While Upazan and his horsemen ride uncontested on the Sea of Grass, their mother's ancestral home, Eumeles rules the Black Sea kingdom that should rightfully be theirs. As the narrative moves deftly back and forth between Satyrus's and Melitta's adventures, we can only wonder if they will endure the battle scars and political intrigue long enough to reclaim their kingdom.

Cameron's painstaking research into ancient warfare, coupled with his own military background, makes for battles at sea and on land that are authentic and compelling. As well, his way of creating characters that are not riddled with modern sensibilities or driven by contemporary ambitions or desires effectively sustains our suspension of disbelief.

Indeed, when it comes to Satyrus and Melitta, we feel an ironic distance from them that seems entirely appropriate. After all, their cares and concerns are nearly two and a half millennia removed from our own. Cameron has been careful not to make them necessarily wiser, nobler or more heroic than those who serve with them. They are young protagonists who are sometimes confident, sometimes conflicted, but at all times eminently human.
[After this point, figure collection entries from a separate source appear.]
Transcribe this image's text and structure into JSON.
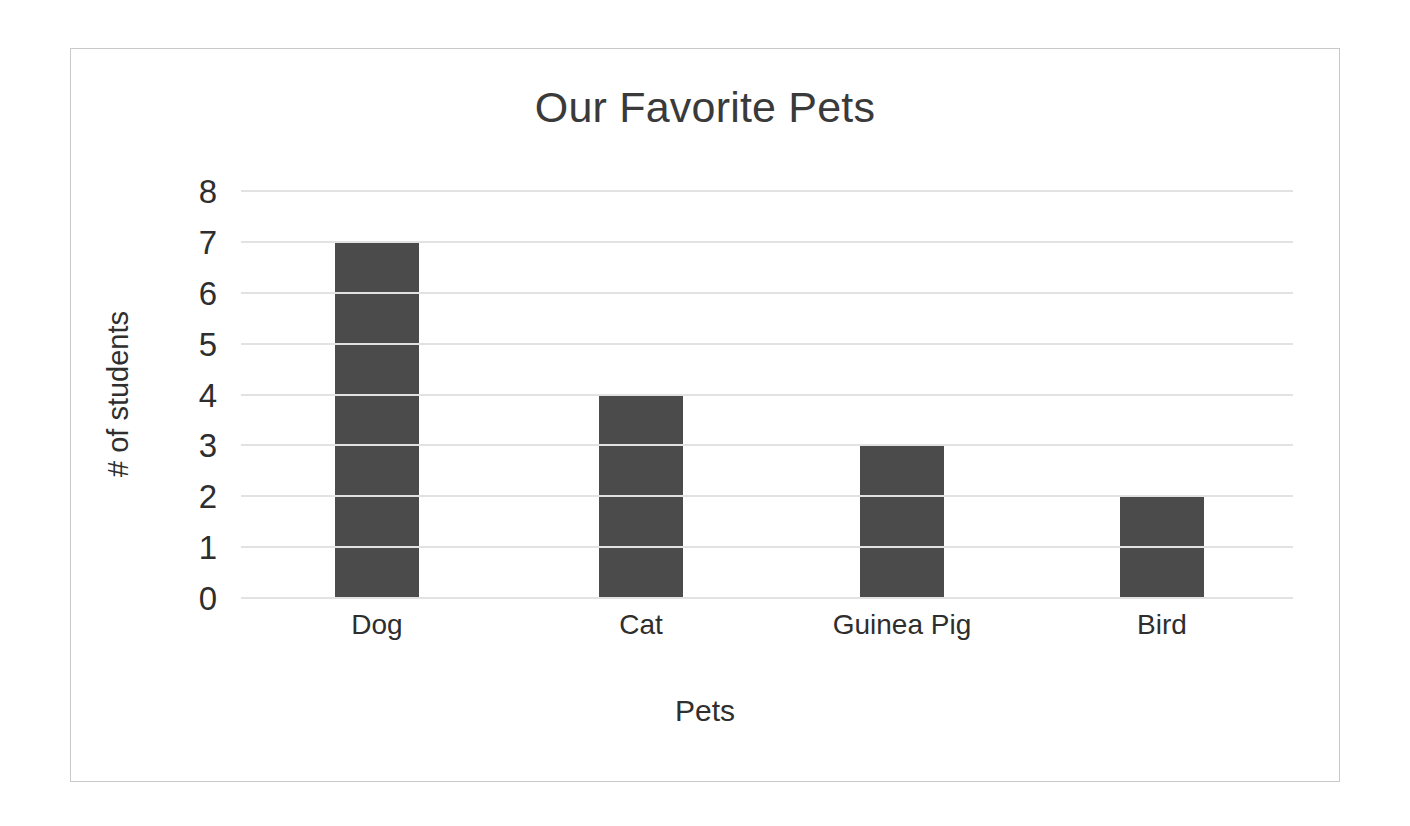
{
  "chart_data": {
    "type": "bar",
    "title": "Our Favorite Pets",
    "xlabel": "Pets",
    "ylabel": "# of students",
    "categories": [
      "Dog",
      "Cat",
      "Guinea Pig",
      "Bird"
    ],
    "values": [
      7,
      4,
      3,
      2
    ],
    "ylim": [
      0,
      8
    ],
    "ytick_labels": [
      "8",
      "7",
      "6",
      "5",
      "4",
      "3",
      "2",
      "1",
      "0"
    ],
    "ytick_values": [
      8,
      7,
      6,
      5,
      4,
      3,
      2,
      1,
      0
    ],
    "grid": true,
    "legend": false,
    "legend_position": "none",
    "bar_color": "#4b4b4b",
    "gridline_color": "#e2e2e2",
    "frame_border_color": "#c9c9c9",
    "background_color": "#ffffff",
    "text_color": "#2f2f2f"
  }
}
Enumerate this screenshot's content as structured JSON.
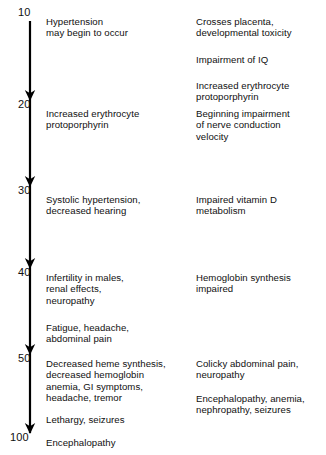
{
  "diagram": {
    "type": "blood-lead-level-effects-scale",
    "axis": {
      "name": "blood-lead-level-axis",
      "orientation": "vertical",
      "direction": "downward",
      "ticks": [
        {
          "value": "10",
          "y": 12,
          "arrow": false
        },
        {
          "value": "20",
          "y": 104,
          "arrow": true
        },
        {
          "value": "30",
          "y": 190,
          "arrow": true
        },
        {
          "value": "40",
          "y": 272,
          "arrow": true
        },
        {
          "value": "50",
          "y": 358,
          "arrow": true
        },
        {
          "value": "100",
          "y": 437,
          "arrow": true
        }
      ]
    },
    "left_column": [
      {
        "id": "left-10",
        "y": 16,
        "text": "Hypertension\nmay begin to occur"
      },
      {
        "id": "left-20",
        "y": 108,
        "text": "Increased erythrocyte\nprotoporphyrin"
      },
      {
        "id": "left-30",
        "y": 194,
        "text": "Systolic hypertension,\ndecreased hearing"
      },
      {
        "id": "left-40",
        "y": 272,
        "text": "Infertility in males,\nrenal effects,\nneuropathy"
      },
      {
        "id": "left-45",
        "y": 322,
        "text": "Fatigue, headache,\nabdominal pain"
      },
      {
        "id": "left-50",
        "y": 358,
        "text": "Decreased heme synthesis,\ndecreased hemoglobin\nanemia, GI symptoms,\nheadache, tremor"
      },
      {
        "id": "left-55",
        "y": 414,
        "text": "Lethargy, seizures"
      },
      {
        "id": "left-100",
        "y": 437,
        "text": "Encephalopathy"
      }
    ],
    "right_column": [
      {
        "id": "right-10",
        "y": 16,
        "text": "Crosses placenta,\ndevelopmental toxicity"
      },
      {
        "id": "right-15",
        "y": 54,
        "text": "Impairment of IQ"
      },
      {
        "id": "right-18",
        "y": 80,
        "text": "Increased erythrocyte\nprotoporphyrin"
      },
      {
        "id": "right-20",
        "y": 108,
        "text": "Beginning impairment\nof nerve conduction\nvelocity"
      },
      {
        "id": "right-30",
        "y": 194,
        "text": "Impaired vitamin D\nmetabolism"
      },
      {
        "id": "right-40",
        "y": 272,
        "text": "Hemoglobin synthesis\nimpaired"
      },
      {
        "id": "right-50",
        "y": 358,
        "text": "Colicky abdominal pain,\nneuropathy"
      },
      {
        "id": "right-55",
        "y": 393,
        "text": "Encephalopathy, anemia,\nnephropathy, seizures"
      }
    ],
    "colors": {
      "background": "#ffffff",
      "text": "#101010",
      "axis": "#000000"
    }
  }
}
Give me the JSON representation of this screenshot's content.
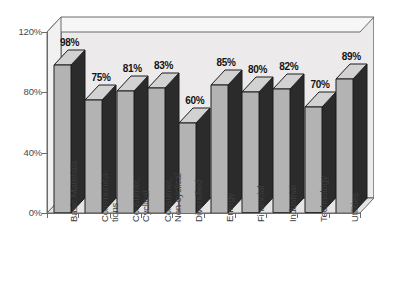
{
  "chart_data": {
    "type": "bar",
    "title": "",
    "subtitle": "",
    "xlabel": "",
    "ylabel": "",
    "ylim": [
      0,
      120
    ],
    "yticks": [
      "0%",
      "40%",
      "80%",
      "120%"
    ],
    "ytick_values": [
      0,
      40,
      80,
      120
    ],
    "grid": false,
    "legend": "none",
    "three_d": true,
    "value_suffix": "%",
    "categories": [
      "Basic Materials",
      "Communications",
      "Consumer, Cyclical",
      "Consumer, Non-cyclical",
      "Diversified",
      "Energy",
      "Financial",
      "Industrial",
      "Technology",
      "Utilities"
    ],
    "category_lines": [
      [
        "Basic Materials"
      ],
      [
        "Communica-",
        "tions"
      ],
      [
        "Consumer,",
        "Cyclical"
      ],
      [
        "Consumer,",
        "Non-cyclical"
      ],
      [
        "Diversified"
      ],
      [
        "Energy"
      ],
      [
        "Financial"
      ],
      [
        "Industrial"
      ],
      [
        "Technology"
      ],
      [
        "Utilities"
      ]
    ],
    "values": [
      98,
      75,
      81,
      83,
      60,
      85,
      80,
      82,
      70,
      89
    ],
    "data_labels": [
      "98%",
      "75%",
      "81%",
      "83%",
      "60%",
      "85%",
      "80%",
      "82%",
      "70%",
      "89%"
    ]
  },
  "style": {
    "plot_background": "#eceaea",
    "bar_front": "#b3b3b3",
    "bar_side": "#2b2b2b",
    "bar_top": "#d2d2d2",
    "axis_color": "#6b6b6b",
    "text_color": "#3d3d3d",
    "label_color": "#141414",
    "page_background": "#ffffff"
  }
}
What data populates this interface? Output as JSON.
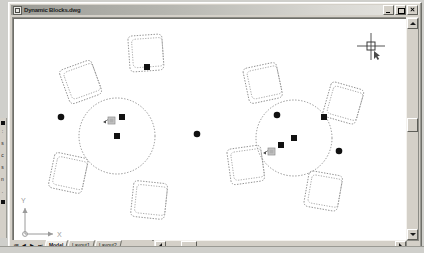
{
  "window": {
    "title": "Dynamic Blocks.dwg",
    "icon": "dwg-document-icon",
    "controls": [
      {
        "name": "minimize",
        "label": "Minimize"
      },
      {
        "name": "maximize",
        "label": "Maximize"
      },
      {
        "name": "close",
        "label": "Close"
      }
    ]
  },
  "left_toolbar": {
    "name": "draw-toolbar",
    "items": [
      {
        "label": "■",
        "name": "rectangle-tool"
      },
      {
        "label": "∴",
        "name": "point-tool"
      },
      {
        "label": "≡",
        "name": "hatch-tool"
      },
      {
        "label": "◔",
        "name": "gradient-tool"
      },
      {
        "label": "▤",
        "name": "region-tool"
      },
      {
        "label": "▬",
        "name": "table-tool"
      },
      {
        "label": "▪",
        "name": "block-tool"
      }
    ]
  },
  "canvas": {
    "name": "drawing-area",
    "background": "#ffffff",
    "geometry_color": "#7e7e7e",
    "grip_color": "#111111",
    "cursor": {
      "name": "crosshair-cursor",
      "x": 368,
      "y": 35,
      "label": "R"
    },
    "ucs_icon": {
      "x_label": "X",
      "y_label": "Y"
    },
    "blocks": [
      {
        "name": "round-table-left",
        "cx": 112,
        "cy": 125,
        "r": 38,
        "chairs": [
          {
            "cx": 140,
            "cy": 43,
            "rot": -4
          },
          {
            "cx": 75,
            "cy": 72,
            "rot": -18
          },
          {
            "cx": 62,
            "cy": 163,
            "rot": 12
          },
          {
            "cx": 143,
            "cy": 190,
            "rot": 6
          }
        ],
        "square_grips": [
          [
            112,
            125
          ],
          [
            116,
            107
          ],
          [
            141,
            56
          ]
        ],
        "round_grips": [
          [
            55,
            106
          ],
          [
            192,
            123
          ]
        ],
        "action_grips": [
          [
            106,
            112
          ]
        ]
      },
      {
        "name": "round-table-right",
        "cx": 288,
        "cy": 126,
        "r": 38,
        "chairs": [
          {
            "cx": 258,
            "cy": 73,
            "rot": -10
          },
          {
            "cx": 337,
            "cy": 93,
            "rot": 14
          },
          {
            "cx": 240,
            "cy": 155,
            "rot": -8
          },
          {
            "cx": 317,
            "cy": 181,
            "rot": 10
          }
        ],
        "square_grips": [
          [
            288,
            126
          ],
          [
            275,
            134
          ],
          [
            325,
            105
          ]
        ],
        "round_grips": [
          [
            275,
            104
          ],
          [
            341,
            140
          ]
        ],
        "action_grips": [
          [
            268,
            140
          ]
        ]
      }
    ]
  },
  "scrollbars": {
    "vertical": {
      "name": "vertical-scrollbar",
      "thumb_top": 0.46
    },
    "horizontal": {
      "name": "horizontal-scrollbar",
      "thumb_left": 0.1
    }
  },
  "tabs": {
    "nav": [
      {
        "name": "first-tab-button",
        "glyph": "⏮"
      },
      {
        "name": "previous-tab-button",
        "glyph": "◀"
      },
      {
        "name": "next-tab-button",
        "glyph": "▶"
      },
      {
        "name": "last-tab-button",
        "glyph": "⏭"
      }
    ],
    "items": [
      {
        "label": "Model",
        "active": true
      },
      {
        "label": "Layout1",
        "active": false
      },
      {
        "label": "Layout2",
        "active": false
      }
    ]
  }
}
For instance, at one point, Satyrus must decide whether or not to execute a group of prisoners . As he walks along their ranks, he sees that none of them "looked like any comforting, easy, evil thing he could name. They looked like beaten men, cold and empty of hope, kneeling on a beach, waiting to die." Although the opportunity to use heavier brushstrokes presents itself, Cameron relies instead on a characteristic simplicity and subtlety of approach in the moment when Satyrus must decide their fate, by doing nothing more than connecting him with his surroundings, and a childhood memory: "The whole beach was silent, as the fires crackled, dry oak and beech and birch driftwood from the north. Satyrus could smell the birch, the smell of his childhood fires." The Tyrant novels may be driven by end-to-end action, but their real strength lies in what Cameron does in moments such as these.

As with other books in the series, Tyrant: King of the Bosporus will no doubt attract a selective audience. Not everyone can be drawn into following the idiosyncratic manoeuvres of a crew disembarking an ancient trireme to participate in a land skirmish at night, or the careful and calculated redistribution of oarsmen as a vessel turns to ram the enemy.

However, in reading Cameron's latest, I couldn't help thinking that fans of the series, and of the slings and arrows of ancient warfare, won't simply find themselves eagerly hovering above the ancient Euxine watching the action unfold …

They'll be over the moon.

Glen Downey is a children's author and graphic novelist living in Oakville, Ont. He has written about warfare, ancient and modern, for young readers.